Comfrey tea (for your plants, that is)

Every garden should have a comfrey plant. Comfrey is a perennial that doesn’t need a lot of TLC, and bees absolutely love comfrey flowers. But the best thing about comfrey is the fact that it sucks up soil nutrients, which end up in the leaves. So when comfrey leaves are added to your compost heap, they make the compost all the richer. I chopped back our comfrey plant (see below) a few weeks ago because some high winds had flattened the stalks. I put some of the stalks/leaves in our compost bin, but there wasn’t room for the rest so I used a bin bag for the overflow, left it in a corner of our back garden and forgot about it.

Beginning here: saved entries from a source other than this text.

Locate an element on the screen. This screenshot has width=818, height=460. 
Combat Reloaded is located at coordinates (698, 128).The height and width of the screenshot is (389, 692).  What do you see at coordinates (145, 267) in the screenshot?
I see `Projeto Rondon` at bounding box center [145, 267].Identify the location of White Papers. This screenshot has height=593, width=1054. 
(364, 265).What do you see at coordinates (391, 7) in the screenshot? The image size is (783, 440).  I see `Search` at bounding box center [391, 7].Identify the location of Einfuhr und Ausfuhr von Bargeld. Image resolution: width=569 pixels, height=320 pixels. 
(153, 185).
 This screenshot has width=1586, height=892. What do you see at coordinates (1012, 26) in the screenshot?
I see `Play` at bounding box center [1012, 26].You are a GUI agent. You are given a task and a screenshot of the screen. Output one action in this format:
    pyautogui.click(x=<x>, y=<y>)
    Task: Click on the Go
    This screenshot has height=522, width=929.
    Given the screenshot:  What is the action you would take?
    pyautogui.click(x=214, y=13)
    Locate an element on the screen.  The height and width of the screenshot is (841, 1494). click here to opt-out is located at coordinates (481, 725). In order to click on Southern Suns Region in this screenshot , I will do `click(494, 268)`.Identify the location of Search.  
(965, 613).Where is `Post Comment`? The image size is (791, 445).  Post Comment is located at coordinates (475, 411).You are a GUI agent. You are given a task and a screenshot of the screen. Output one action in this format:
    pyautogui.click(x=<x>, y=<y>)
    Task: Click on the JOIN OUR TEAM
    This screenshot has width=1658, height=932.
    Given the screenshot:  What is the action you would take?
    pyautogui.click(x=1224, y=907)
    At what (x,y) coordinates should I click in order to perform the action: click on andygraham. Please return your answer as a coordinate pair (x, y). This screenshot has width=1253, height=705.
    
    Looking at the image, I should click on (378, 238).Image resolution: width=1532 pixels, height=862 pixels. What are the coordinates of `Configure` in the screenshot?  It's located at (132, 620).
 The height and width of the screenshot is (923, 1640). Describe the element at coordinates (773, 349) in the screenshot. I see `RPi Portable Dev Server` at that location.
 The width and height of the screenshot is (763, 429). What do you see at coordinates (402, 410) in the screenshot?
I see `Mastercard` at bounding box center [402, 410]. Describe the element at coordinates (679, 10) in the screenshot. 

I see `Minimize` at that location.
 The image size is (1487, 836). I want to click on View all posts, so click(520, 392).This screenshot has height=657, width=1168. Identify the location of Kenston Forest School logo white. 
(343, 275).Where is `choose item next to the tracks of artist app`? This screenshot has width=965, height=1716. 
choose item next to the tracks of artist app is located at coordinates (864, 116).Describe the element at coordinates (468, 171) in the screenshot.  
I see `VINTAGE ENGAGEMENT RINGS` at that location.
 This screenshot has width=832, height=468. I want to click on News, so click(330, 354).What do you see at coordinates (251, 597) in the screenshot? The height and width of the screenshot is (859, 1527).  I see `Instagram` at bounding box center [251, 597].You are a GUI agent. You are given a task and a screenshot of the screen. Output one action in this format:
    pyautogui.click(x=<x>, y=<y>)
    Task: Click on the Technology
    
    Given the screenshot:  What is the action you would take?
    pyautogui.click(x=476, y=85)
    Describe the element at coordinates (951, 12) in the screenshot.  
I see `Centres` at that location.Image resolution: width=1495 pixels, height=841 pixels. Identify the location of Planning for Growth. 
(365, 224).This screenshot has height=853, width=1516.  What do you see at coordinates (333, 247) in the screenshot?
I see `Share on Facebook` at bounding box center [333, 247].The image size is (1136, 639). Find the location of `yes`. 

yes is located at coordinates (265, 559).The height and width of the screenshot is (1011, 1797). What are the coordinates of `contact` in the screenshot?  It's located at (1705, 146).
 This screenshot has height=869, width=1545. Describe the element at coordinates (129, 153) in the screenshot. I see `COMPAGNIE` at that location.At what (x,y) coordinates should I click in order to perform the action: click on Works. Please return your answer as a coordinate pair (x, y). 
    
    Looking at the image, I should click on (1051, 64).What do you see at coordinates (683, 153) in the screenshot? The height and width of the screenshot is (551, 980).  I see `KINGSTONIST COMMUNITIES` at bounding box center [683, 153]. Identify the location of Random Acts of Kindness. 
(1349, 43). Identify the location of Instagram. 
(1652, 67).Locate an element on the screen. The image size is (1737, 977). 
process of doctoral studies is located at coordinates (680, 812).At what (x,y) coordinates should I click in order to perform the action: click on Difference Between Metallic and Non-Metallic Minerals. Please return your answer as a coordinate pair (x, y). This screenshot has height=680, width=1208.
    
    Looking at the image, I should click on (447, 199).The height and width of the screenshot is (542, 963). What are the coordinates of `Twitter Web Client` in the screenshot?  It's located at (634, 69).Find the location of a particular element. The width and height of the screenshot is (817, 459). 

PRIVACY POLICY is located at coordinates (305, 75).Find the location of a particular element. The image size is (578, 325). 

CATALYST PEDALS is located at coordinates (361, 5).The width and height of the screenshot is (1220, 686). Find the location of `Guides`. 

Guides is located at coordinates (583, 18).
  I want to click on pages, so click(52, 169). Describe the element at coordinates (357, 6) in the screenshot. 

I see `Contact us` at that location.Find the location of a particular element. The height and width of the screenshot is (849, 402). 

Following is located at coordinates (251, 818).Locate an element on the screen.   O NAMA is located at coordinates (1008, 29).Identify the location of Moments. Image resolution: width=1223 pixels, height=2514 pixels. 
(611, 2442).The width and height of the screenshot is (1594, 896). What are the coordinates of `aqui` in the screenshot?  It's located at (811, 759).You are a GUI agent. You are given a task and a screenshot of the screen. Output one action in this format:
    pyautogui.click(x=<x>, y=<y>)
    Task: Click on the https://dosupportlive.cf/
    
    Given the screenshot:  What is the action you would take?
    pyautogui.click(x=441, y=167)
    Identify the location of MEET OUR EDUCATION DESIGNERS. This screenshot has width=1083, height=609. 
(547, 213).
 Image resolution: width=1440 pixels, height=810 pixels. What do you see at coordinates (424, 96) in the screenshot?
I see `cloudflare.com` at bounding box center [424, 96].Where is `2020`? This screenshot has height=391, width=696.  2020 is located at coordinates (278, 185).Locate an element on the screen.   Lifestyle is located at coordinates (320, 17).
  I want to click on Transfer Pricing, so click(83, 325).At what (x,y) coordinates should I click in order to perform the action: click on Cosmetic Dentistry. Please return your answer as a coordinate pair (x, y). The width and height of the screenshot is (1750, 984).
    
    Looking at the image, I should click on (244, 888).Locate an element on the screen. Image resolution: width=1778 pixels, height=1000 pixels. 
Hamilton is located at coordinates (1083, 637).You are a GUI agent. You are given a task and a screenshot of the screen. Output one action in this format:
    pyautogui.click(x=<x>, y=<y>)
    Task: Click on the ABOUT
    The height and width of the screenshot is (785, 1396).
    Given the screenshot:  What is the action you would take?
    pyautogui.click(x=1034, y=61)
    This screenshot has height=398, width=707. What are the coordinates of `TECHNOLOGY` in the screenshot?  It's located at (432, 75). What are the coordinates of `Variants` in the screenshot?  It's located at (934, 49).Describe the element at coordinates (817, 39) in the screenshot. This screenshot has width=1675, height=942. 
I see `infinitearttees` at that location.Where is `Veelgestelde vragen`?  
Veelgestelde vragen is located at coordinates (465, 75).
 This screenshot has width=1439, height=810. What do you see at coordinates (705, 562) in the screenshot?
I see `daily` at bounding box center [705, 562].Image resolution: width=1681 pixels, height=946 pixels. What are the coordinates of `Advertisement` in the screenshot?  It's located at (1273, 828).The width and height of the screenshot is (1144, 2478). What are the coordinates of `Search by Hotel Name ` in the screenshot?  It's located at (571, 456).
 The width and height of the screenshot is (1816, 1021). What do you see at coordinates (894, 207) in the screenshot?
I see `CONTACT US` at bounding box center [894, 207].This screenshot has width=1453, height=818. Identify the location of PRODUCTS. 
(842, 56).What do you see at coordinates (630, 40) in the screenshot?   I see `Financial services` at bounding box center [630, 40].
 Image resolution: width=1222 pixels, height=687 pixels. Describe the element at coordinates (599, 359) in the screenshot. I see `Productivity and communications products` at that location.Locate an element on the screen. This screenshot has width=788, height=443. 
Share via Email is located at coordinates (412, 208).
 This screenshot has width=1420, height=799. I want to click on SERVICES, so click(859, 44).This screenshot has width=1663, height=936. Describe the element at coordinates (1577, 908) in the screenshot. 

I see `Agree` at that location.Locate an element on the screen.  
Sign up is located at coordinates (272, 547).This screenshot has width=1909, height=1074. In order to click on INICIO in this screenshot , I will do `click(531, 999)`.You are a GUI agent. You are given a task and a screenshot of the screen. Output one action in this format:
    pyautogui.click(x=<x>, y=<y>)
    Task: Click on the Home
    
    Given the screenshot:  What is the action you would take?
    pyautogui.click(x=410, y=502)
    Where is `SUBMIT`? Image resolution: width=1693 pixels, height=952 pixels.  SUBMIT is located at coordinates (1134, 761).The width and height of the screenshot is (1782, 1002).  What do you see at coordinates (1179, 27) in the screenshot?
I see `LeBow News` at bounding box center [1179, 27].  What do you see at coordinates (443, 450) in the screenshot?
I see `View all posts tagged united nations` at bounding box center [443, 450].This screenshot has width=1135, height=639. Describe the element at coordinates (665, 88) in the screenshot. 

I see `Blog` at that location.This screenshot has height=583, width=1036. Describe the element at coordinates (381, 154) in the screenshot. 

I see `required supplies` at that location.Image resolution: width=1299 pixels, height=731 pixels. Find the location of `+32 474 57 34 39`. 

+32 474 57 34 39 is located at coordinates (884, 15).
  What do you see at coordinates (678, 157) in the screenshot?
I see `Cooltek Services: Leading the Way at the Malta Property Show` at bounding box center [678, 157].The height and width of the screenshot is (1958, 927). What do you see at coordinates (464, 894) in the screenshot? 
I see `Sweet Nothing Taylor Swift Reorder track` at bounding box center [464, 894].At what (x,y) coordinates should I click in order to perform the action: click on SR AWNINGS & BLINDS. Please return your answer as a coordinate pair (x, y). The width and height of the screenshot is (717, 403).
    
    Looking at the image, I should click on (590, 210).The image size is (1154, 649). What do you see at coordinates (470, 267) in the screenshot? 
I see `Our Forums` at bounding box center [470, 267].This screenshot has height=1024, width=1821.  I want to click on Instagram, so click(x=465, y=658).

Then a couple of days ago, I noticed a black, crude oil-like ooze coming from the bottom of the bag. But rather than bemoan the brown stain on the paving, I did a little happy dance! That “crude oil” was a fabulous fertiliser. The inside of the bag was a mass of tarry, half-decomposed stalks which had rotted down quite a bit, so I could now fit them into our compost bin. The inside of the bag was covered in goo, so all I did was fill a bucket with water and wash the bag out in the bucket. Ta-da! Comfrey tea. Not for human consumption I hasten to add, but diluted with about five more parts of water and used on our tomatoes and courgettes. (Like bees, tomatoes love comfrey.) You can also make comfrey tea by putting fresh comfrey leaves in a bucket, filling it with water and weighing the contents down with some large stones. After a few weeks, you’ll have a mixture that smells foul (think toilets), but which again, plants adore when diluted with ten parts water.